If 10 breaths feel exhausting at first, especially in the first day or two after a procedure, start with whatever number you can manage and build up. Some discomfort is normal if you’ve had chest or abdominal surgery, but the breathing itself is what helps you recover faster.

What Volume Should You Aim For

The “2500” in the name refers to the device’s maximum capacity: 2,500 milliliters. Most people won’t hit that number right away, and many never need to. Your initial target depends on your age, height, sex, and what surgery or condition you’re recovering from. A healthcare provider typically sets this number for you during your hospital stay.

As a rough guide, a healthy adult’s normal deep breath pulls in somewhere between 2,000 and 3,000 mL. After surgery, hitting 1,000 to 1,500 mL in the first couple of days is common, with gradual improvement from there. The important thing is consistent progress. If your volume stays flat or drops over several days, that’s worth mentioning to your care team.

Troubleshooting Common Problems

If the piston barely moves or doesn’t move at all, check two things first. Make sure you’re inhaling through the mouthpiece, not exhaling into it. The device only responds to suction, not blowing. Second, check your lip seal. Even a small gap around the mouthpiece lets air bypass the device, and the piston won’t budge.

If the coaching indicator shoots to the top every time, you’re pulling air in too aggressively. Think of it as sipping through a straw rather than gasping. A slower, more deliberate inhale keeps the indicator in the target zone and does a better job of opening deep lung tissue. If the indicator barely lifts off the bottom, you may need to increase the speed of your breath slightly or you may not yet have the lung strength for a full effort, which is normal in the early days of recovery.

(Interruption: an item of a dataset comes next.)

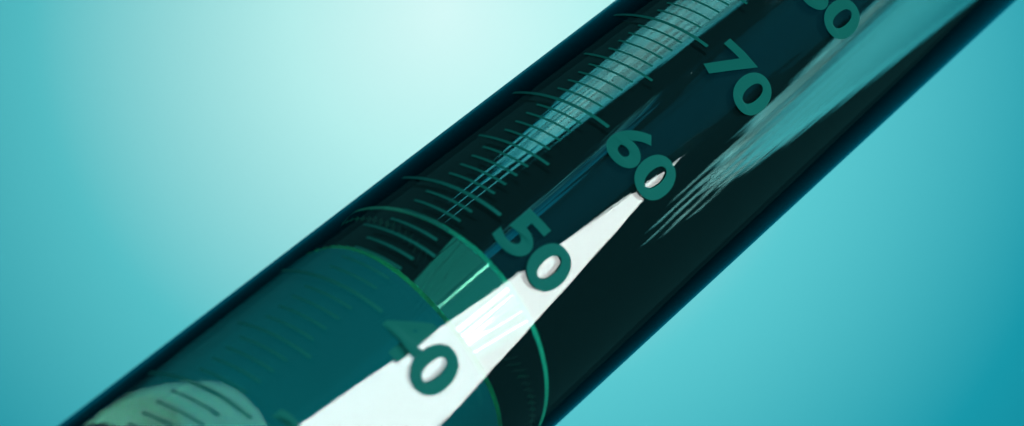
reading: 48 ml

When the Spirometer Won’t Help

The Voldyne 2500 relies on your ability to take a voluntary deep breath, which means it doesn’t work for everyone. People who are heavily sedated, confused, or unable to follow instructions won’t benefit from it. It’s also not effective for patients whose pain is severe enough to prevent any deep breathing, those with significant diaphragm weakness, or anyone whose lung capacity has dropped below roughly one-third of their predicted normal. In these cases, other respiratory therapies are more appropriate.

Keeping the Device Clean

The Voldyne 2500 is designed as a single-patient device, meaning it’s yours and shouldn’t be shared. Rinse the mouthpiece with warm water after each use and let it air dry. Don’t submerge the main chamber in water, as trapped moisture inside can make the piston stick or give inaccurate readings. Store it upright in a clean, dry spot between sessions. If you notice the piston moving erratically or sticking, a gentle shake to dislodge any water droplets inside the column usually fixes the problem.